Day 8 — Accessible Version
Setting Boundaries That Stick
A boundary isn't controlling her — it's deciding what you will do. Learn to set one clear limit, follow through consistently, and stop apologising for protecting yourself.
Part 1 of 2: Setting Boundaries That Stick
A boundary is not a punishment. It's not controlling her. It's a limit you set to protect your own wellbeing.
Boundaries feel hard because you've been taught that her comfort comes first. Setting a limit feels like doing something wrong.
But: you are allowed to have limits. 'I won't engage when you're yelling' is not disrespectful—it's self-protective.
The key: you can only control your behavior, not hers. A boundary is what YOU will do, not what you demand she do.
Example: 'When you yell, I will leave the room.' Not 'Stop yelling.' You own your response—that's the whole boundary.
Boundaries won't change her.
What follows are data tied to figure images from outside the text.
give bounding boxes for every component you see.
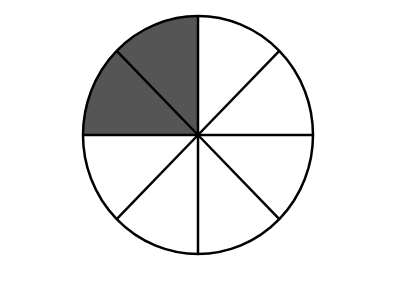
divider-lines: [83, 16, 313, 254]
fraction-circle-diagram: [0, 0, 403, 292]
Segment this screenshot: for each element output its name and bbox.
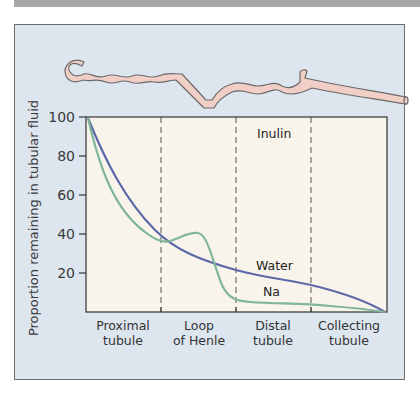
cat-collecting-line2: tubule bbox=[329, 333, 369, 348]
inulin-label: Inulin bbox=[257, 126, 291, 141]
chart-svg: 100 80 60 40 20 Proportion remaining in … bbox=[0, 0, 420, 398]
cat-loop-line2: of Henle bbox=[173, 333, 226, 348]
y-ticks bbox=[79, 117, 86, 273]
cat-distal-line1: Distal bbox=[255, 318, 291, 333]
y-tick-100: 100 bbox=[48, 109, 75, 125]
na-label: Na bbox=[263, 284, 280, 299]
cat-loop-line1: Loop bbox=[184, 318, 214, 333]
cat-distal-line2: tubule bbox=[253, 333, 293, 348]
y-axis-label: Proportion remaining in tubular fluid bbox=[26, 100, 41, 336]
cat-proximal-line2: tubule bbox=[103, 333, 143, 348]
nephron-illustration bbox=[65, 60, 408, 108]
y-tick-40: 40 bbox=[57, 226, 75, 242]
cat-proximal-line1: Proximal bbox=[96, 318, 150, 333]
x-category-labels: Proximal tubule Loop of Henle Distal tub… bbox=[96, 318, 380, 348]
cat-collecting-line1: Collecting bbox=[318, 318, 380, 333]
water-label: Water bbox=[256, 258, 294, 273]
y-tick-80: 80 bbox=[57, 148, 75, 164]
y-tick-20: 20 bbox=[57, 265, 75, 281]
y-tick-60: 60 bbox=[57, 187, 75, 203]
But they change your experience. And that's exactly what they're meant to do.
Part 2 of 2: Protecting Your Wellbeing
Today you write one boundary—your most important one—and practice stating it clearly and calmly.
Your boundary starts with 'When ___' and continues with 'I will ___.' Fill in both halves now.
Expect pushback. When you first set a boundary, it will be tested. That's normal—and it's not a sign it's wrong.
Your job isn't to convince her the boundary is fair. Your job is to follow through on your side—consistently.
A boundary you don't follow through on teaches her it isn't real. Consistency is what makes it a boundary, not words.
You know your limits. You enforce them. The border of your shield is complete — every edge reinforced.